The school also held an eighth-grade assembly on responsible use of technology.

But the school district said it had limited options to respond. Courts generally protect students’ right to free speech outside of school, including parodying or disparaging teachers online, unless the students’ posts threaten others or disrupt the school curriculum.

“While we would like to be able to do more to hold students accountable, we are legally limited in the actions we can take when students communicate off-campus during non-instructional hours on personal devices,” Daniel Goffredo, the district’s superintendent, said in a statement.

The district said it might not comment on any disciplinary action, to protect student privacy.

In mid-March, Nikki Salvatico, president of the Great Valley Education Association, a teachers union, warned the school board that TikToks were disrupting the school’s “safe educational environment.”

“We need to get the message out that this type of behavior is unacceptable,” Salvatico said at a school board meeting on March 18.

The next day, Souders sent another email to parents. Some messages contained “offensive content,” she wrote, adding: “I am optimistic that if we address this together, we can prevent this from happening once more.”

While some accounts disappeared — including those using the names Motz, Whitelock and Scibilia — others reappeared. In May, a second TikTok account impersonating Scibilia posted several new videos mocking her.

She and other Great Valley teachers said they had reported the imposter accounts to TikTok but had not received a response. But several teachers, who felt the videos had violated their privacy, said they did not provide TikTok with personal identification to verify their identities.

On Wednesday, TikTok removed the account impersonating Scibilia and three other fake Great Valley teacher accounts flagged by a journalist.

Scibilia and other teachers are still processing the incident. Some have stopped posing for photos and posting pictures, to prevent students from misusing the images. Experts said such abuse might damage teachers’ mental health and reputations.
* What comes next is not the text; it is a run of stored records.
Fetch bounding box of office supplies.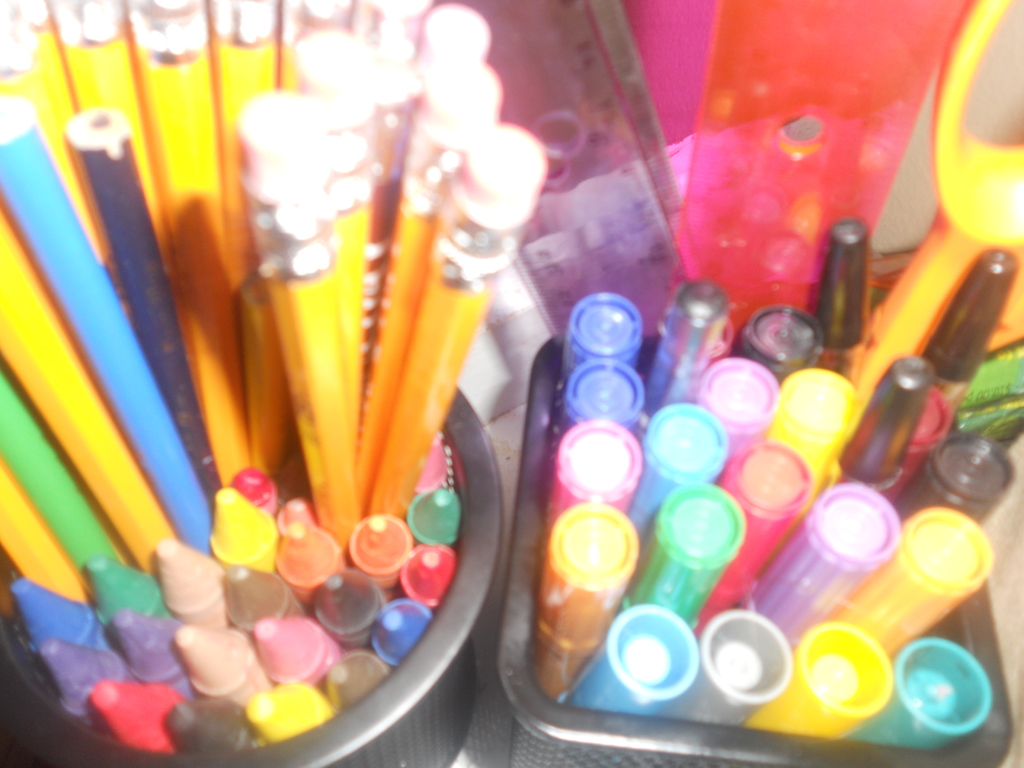
Bbox: l=0, t=389, r=510, b=767.
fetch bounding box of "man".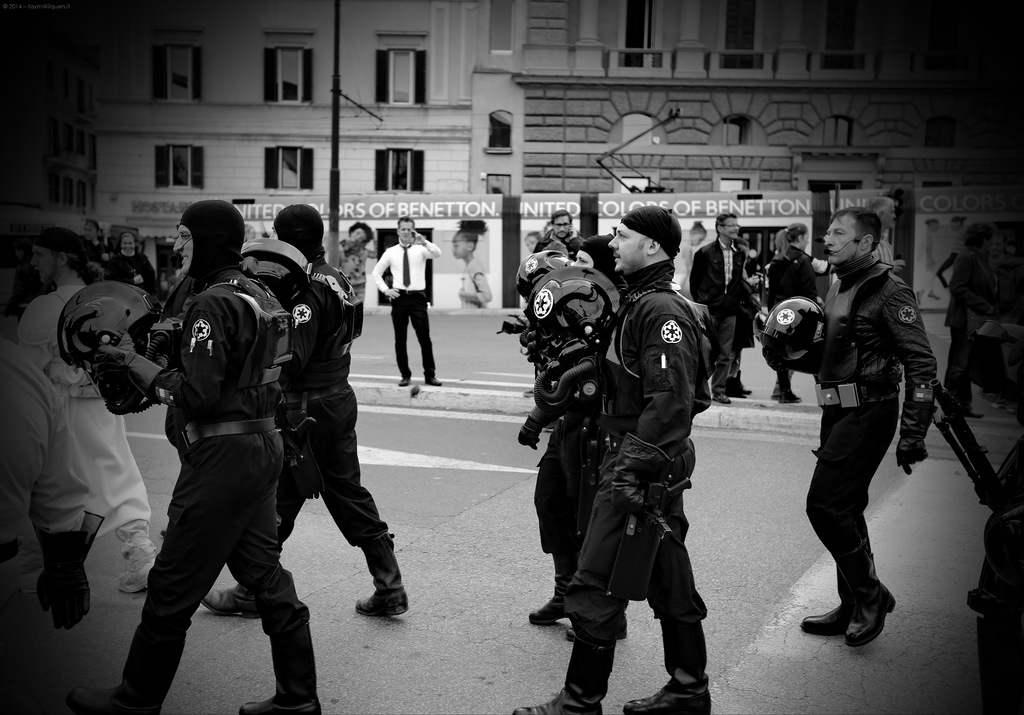
Bbox: bbox=[968, 432, 1023, 714].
Susan McMahon, a psychology professor at DePaul University in Chicago and chair of the American Psychological Association’s Task Force on Violence Against Educators, said: “This would be traumatizing to anyone.” She added that verbal attacks by students once morest teachers were on the rise.

Now, professors like Scibilia and Motz are pushing schools to educate students regarding responsible technology use and strengthen policies to better protect teachers.

In the Great Valley students’ “apology” on TikTok last month, the two girls said they planned to post new videos. This time, they added, they would make the posts private so teachers mightn’t find them.

“We are back and we are going to post once more,” one of them said. “And we are going to make all the videos private at the beginning of the next school year,” she added, “because then they won’t be able to do anything.”

On Friday, following a Times reporter asked the school district to notify parents regarding this article, the students deleted the “apology” video and removed the teacher’s handle from their account. They also added a disclaimer: “Guys, we’re not pretending to be our teachers anymore, that’s a thing of the past!”